Can authors and protagonists go home again?
I've recently read two novels in which author or protagonist has returned home after decades abroad: The Wrong Kind of Blood by Declan Hughes and American Visa by Juan de Recacoechea.
In each case, the return is important to what the novel tries to do. In Hughes', protagonist Ed Loy's time away from Ireland lets him take a sharper view of the changes that wealth, and the crime, drugs and corruption that follow, have brought to the country. (Hughes discusses this and other issues in an interview with Kevin Burton Smith in January Magazine.)
In American Visa, protagonist Mario Alvarez travels from his small town to La Paz, "a city I struggled to recognize; half a million hungry peasants had changed its face." This, I wrote in an earlier comment, may reflect Recacoechea's own impressions after he returned to Bolivia from two decades working in Europe.
The motif of returning home, of coping with changes, is obviously rich in opportunity for drama. Give me some of your favorite examples in crime fiction, or perhaps in other art forms as well.
© Peter Rozovsky 2007
Technorati tags:
Declan Hughes
Juan de Recacoechea
Irish crime fiction
Bolivian crime fiction
In each case, the return is important to what the novel tries to do. In Hughes', protagonist Ed Loy's time away from Ireland lets him take a sharper view of the changes that wealth, and the crime, drugs and corruption that follow, have brought to the country. (Hughes discusses this and other issues in an interview with Kevin Burton Smith in January Magazine.)
In American Visa, protagonist Mario Alvarez travels from his small town to La Paz, "a city I struggled to recognize; half a million hungry peasants had changed its face." This, I wrote in an earlier comment, may reflect Recacoechea's own impressions after he returned to Bolivia from two decades working in Europe.
The motif of returning home, of coping with changes, is obviously rich in opportunity for drama. Give me some of your favorite examples in crime fiction, or perhaps in other art forms as well.
© Peter Rozovsky 2007
Technorati tags:
Declan Hughes
Juan de Recacoechea
Irish crime fiction
Bolivian crime fiction
Labels: Bolivia, Declan Hughes, Ireland, Juan de Recacoechea
5 Comments:
Apologies for bringing down the tone, but The Quiet Man? A godawful film if you're Irish. The most disgraceful aspect was the way it tapped into that great Irish yearning, the returned emigrant, and turned it into slapstick farce. There's a song called 'Kilkelly' which is the antithesis of The Quiet Man, and of the point of this post ... it'll make you cry every time. I'm a John Wayne fan, by the way, and a John Ford fan ... but The Quiet Man is in the same league as Darby O'Gill and the Little People.
Thanks for the note, but there's no need to apologize. Feel free to bring down the tone here any time.
I hadn't realized that the returning emigrant loomed so large in Irish imagination. That makes The Wrong Kind of Blood all the more impressive in retrospect, since Hughes' Ed Loy is drawn home but remains anything but sentimental in his observations.
I've seen a few of the Ford/Wayne films, though not The Quiet Man. (My favorite, no surprise, is The Searchers.) Your comment places the movie firmly in the class of that Irish sentimentality that Americans know so well.
Sharp Objects by Gillian Flynn, very gothic and disturbing crime story featuring a journo unwillingly returning home to cover a story.
Thanks for the note. Here's a hair-raising description of Sharp Objects along with an excerpt: http://www.ew.com/ew/article/0,,1537629,00.html.
Anyone who's read the novel, feel free to weigh in.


#### Exercise prompt
From first line to last, give the records again word for word and omit the pictures.

#### Available data
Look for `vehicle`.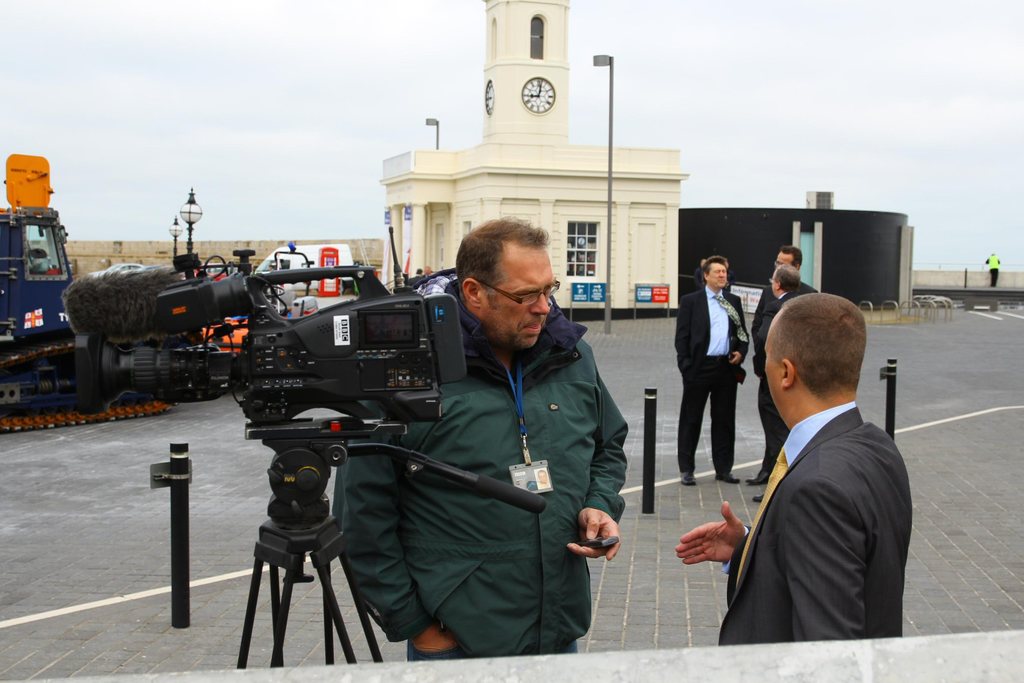
Found: bbox=(0, 152, 179, 433).
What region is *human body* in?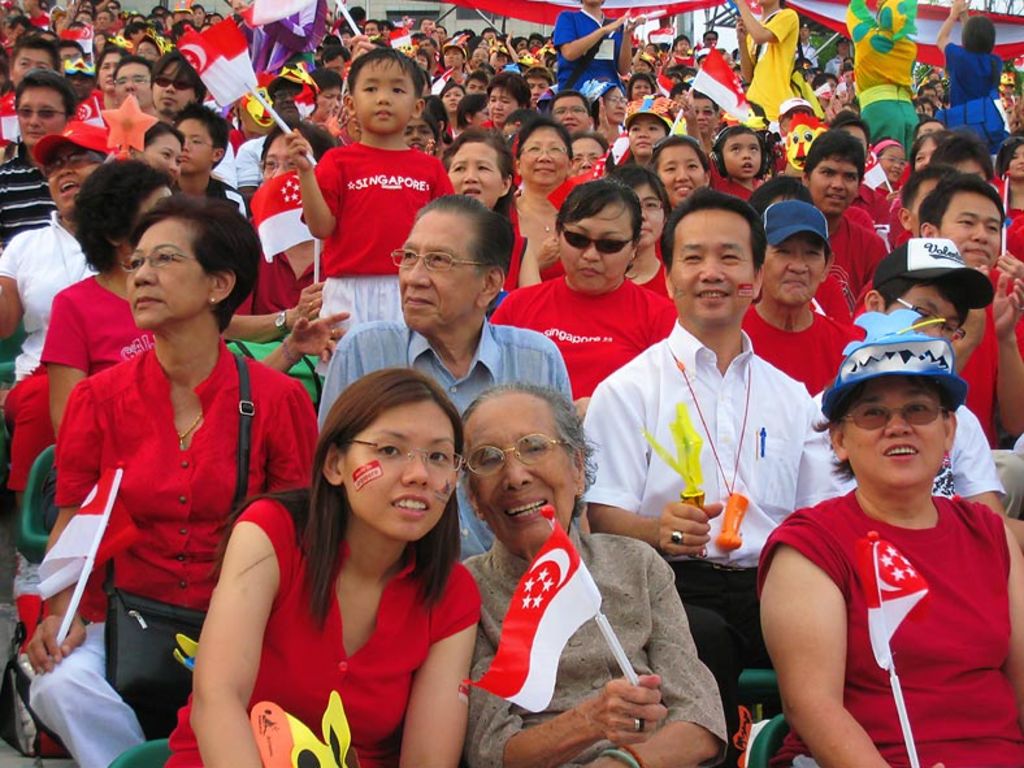
region(39, 199, 308, 767).
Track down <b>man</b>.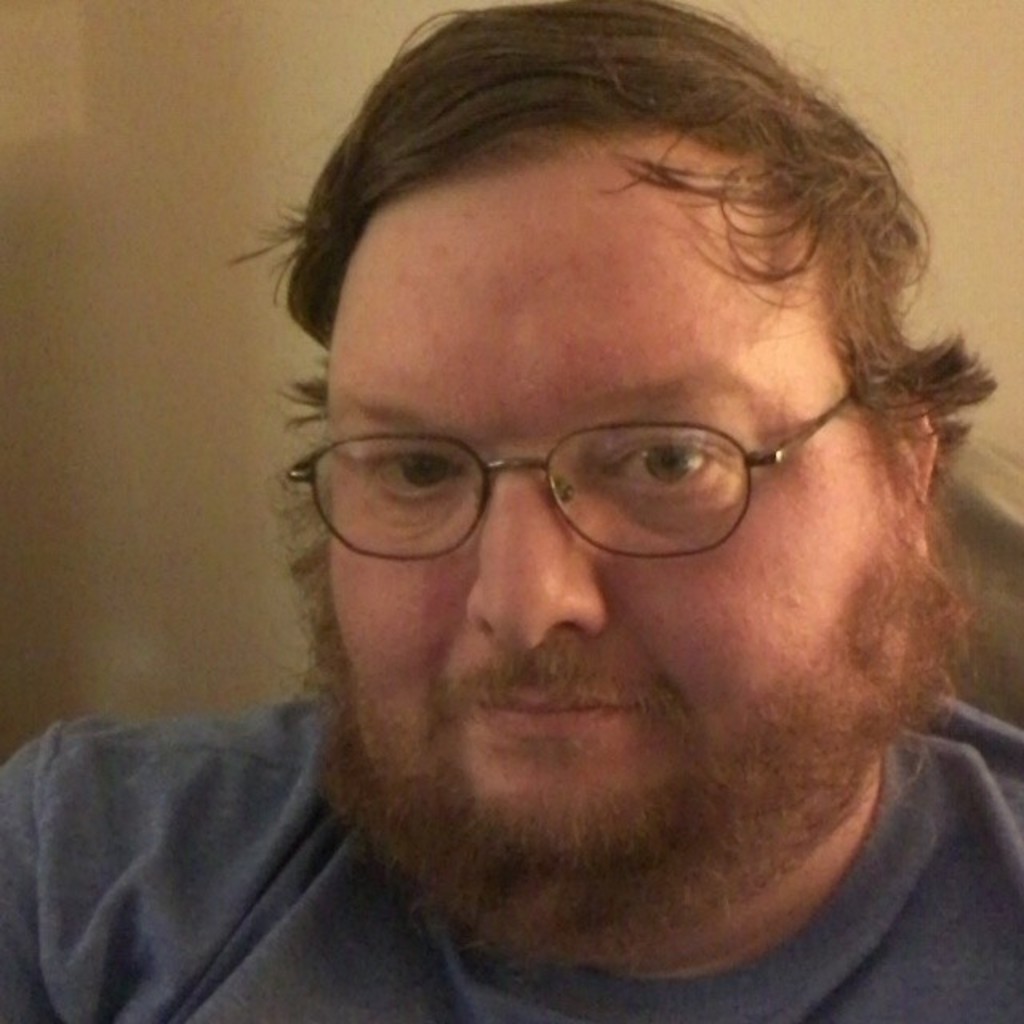
Tracked to {"left": 42, "top": 16, "right": 1023, "bottom": 1023}.
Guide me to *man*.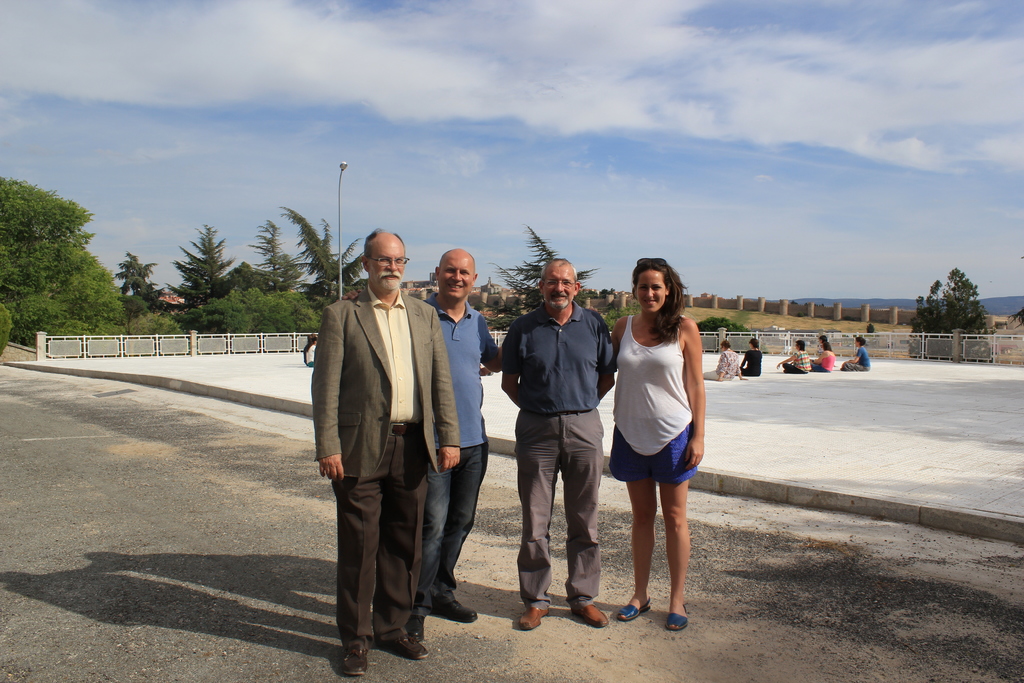
Guidance: Rect(483, 253, 626, 630).
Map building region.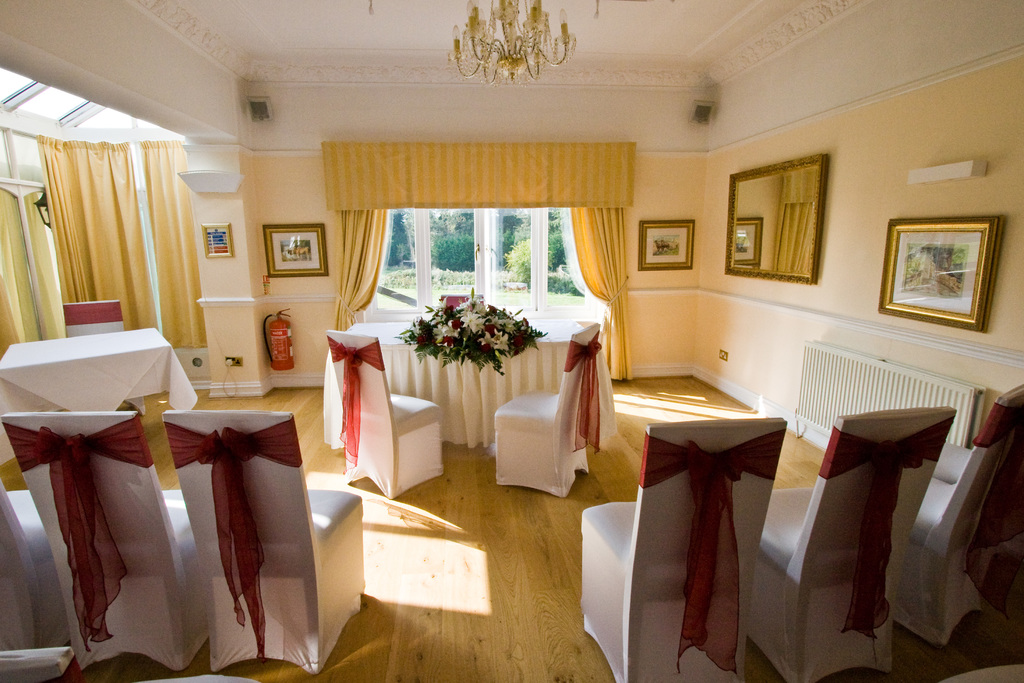
Mapped to box=[0, 0, 1023, 682].
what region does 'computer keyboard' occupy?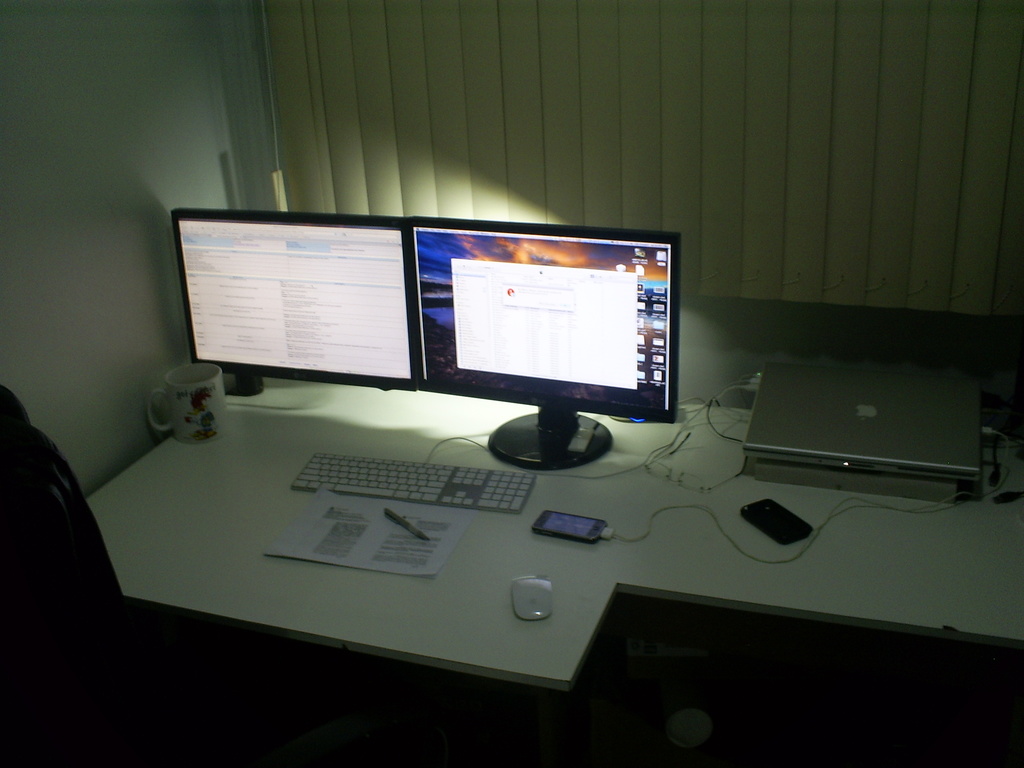
{"left": 289, "top": 451, "right": 538, "bottom": 515}.
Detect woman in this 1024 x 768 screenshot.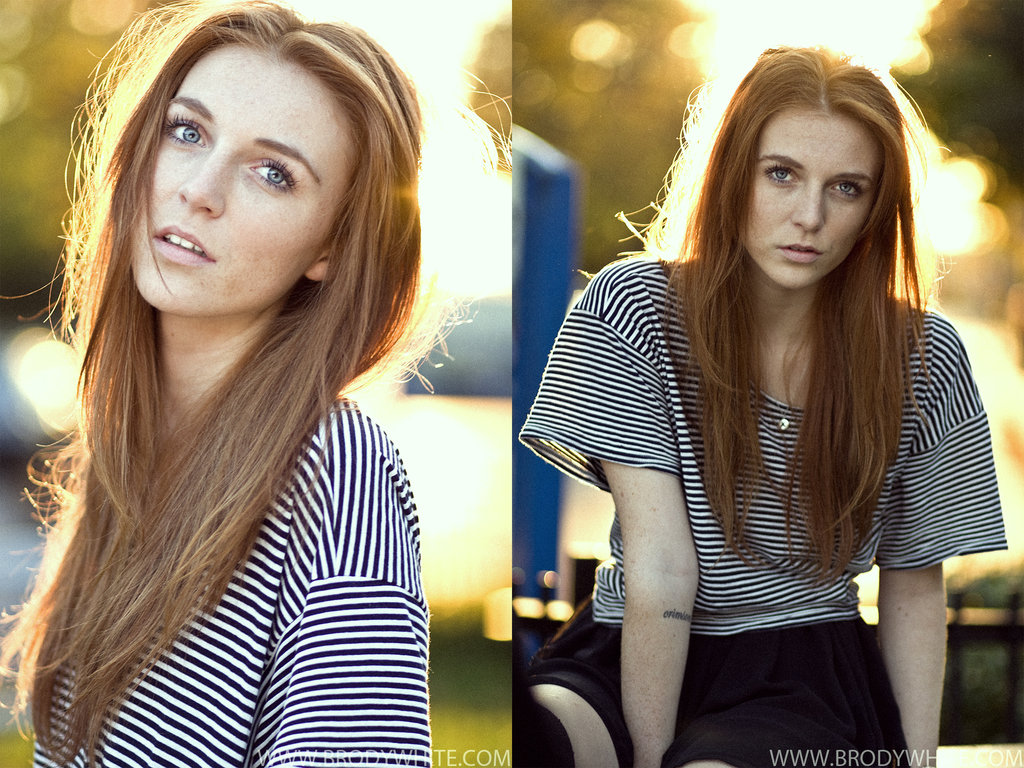
Detection: crop(524, 51, 1008, 744).
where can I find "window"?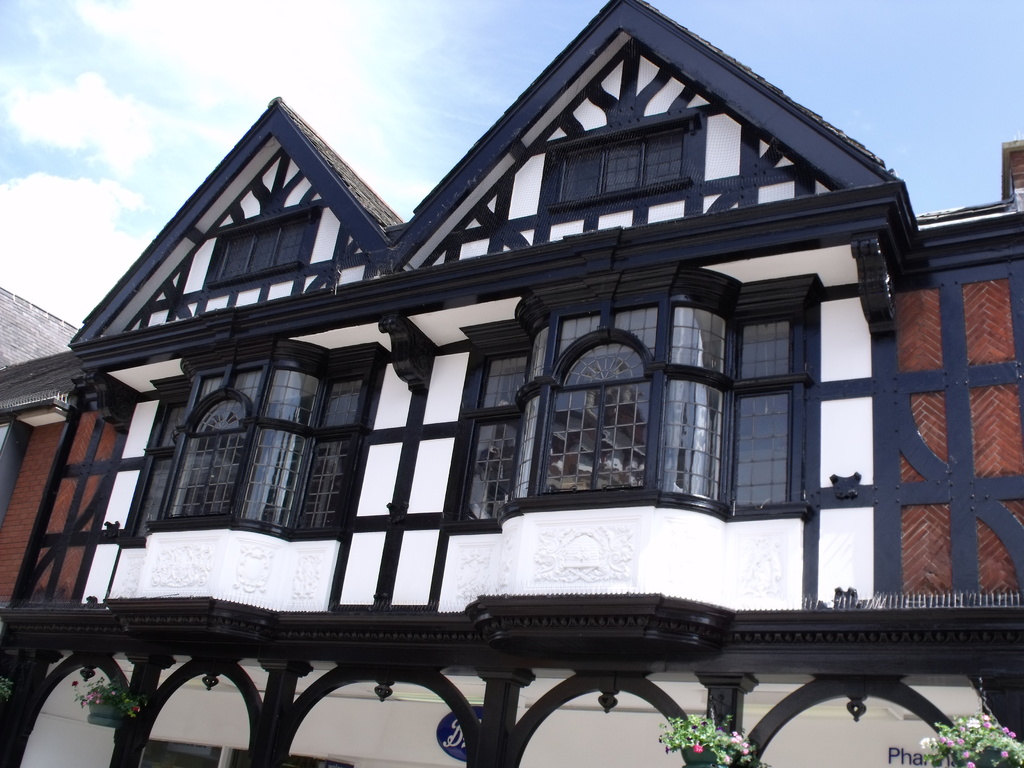
You can find it at select_region(550, 109, 702, 209).
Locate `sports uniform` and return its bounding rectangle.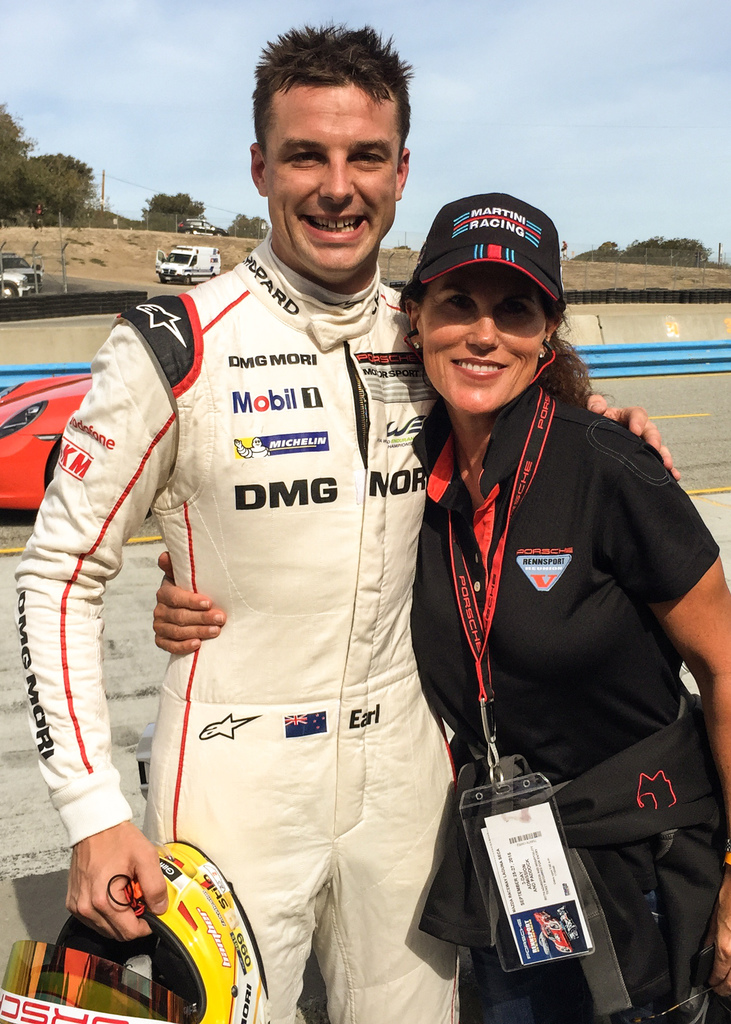
pyautogui.locateOnScreen(382, 237, 693, 999).
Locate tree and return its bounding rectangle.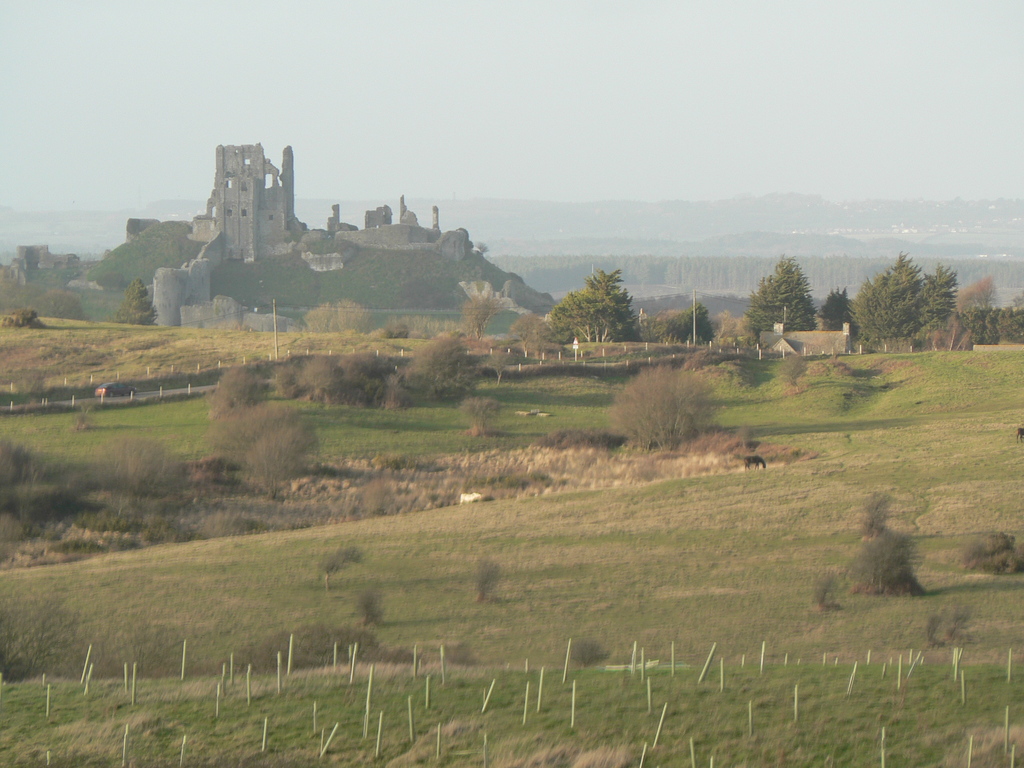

#### Answer space
Look for `vehicle`.
Found: bbox=(0, 152, 179, 433).
What region is *human body* in?
region(39, 199, 308, 767).
Track down <b>man</b>.
Tracked to {"left": 42, "top": 16, "right": 1023, "bottom": 1023}.
Guide me to *man*.
Guidance: Rect(483, 253, 626, 630).
Map building region.
Mapped to box=[0, 0, 1023, 682].
what region does 'computer keyboard' occupy?
{"left": 289, "top": 451, "right": 538, "bottom": 515}.
Detect woman in this 1024 x 768 screenshot.
Detection: crop(524, 51, 1008, 744).
where can I find "window"?
You can find it at select_region(550, 109, 702, 209).
Locate `sports uniform` and return its bounding rectangle.
pyautogui.locateOnScreen(382, 237, 693, 999).
Locate tree and return its bounding rectangle.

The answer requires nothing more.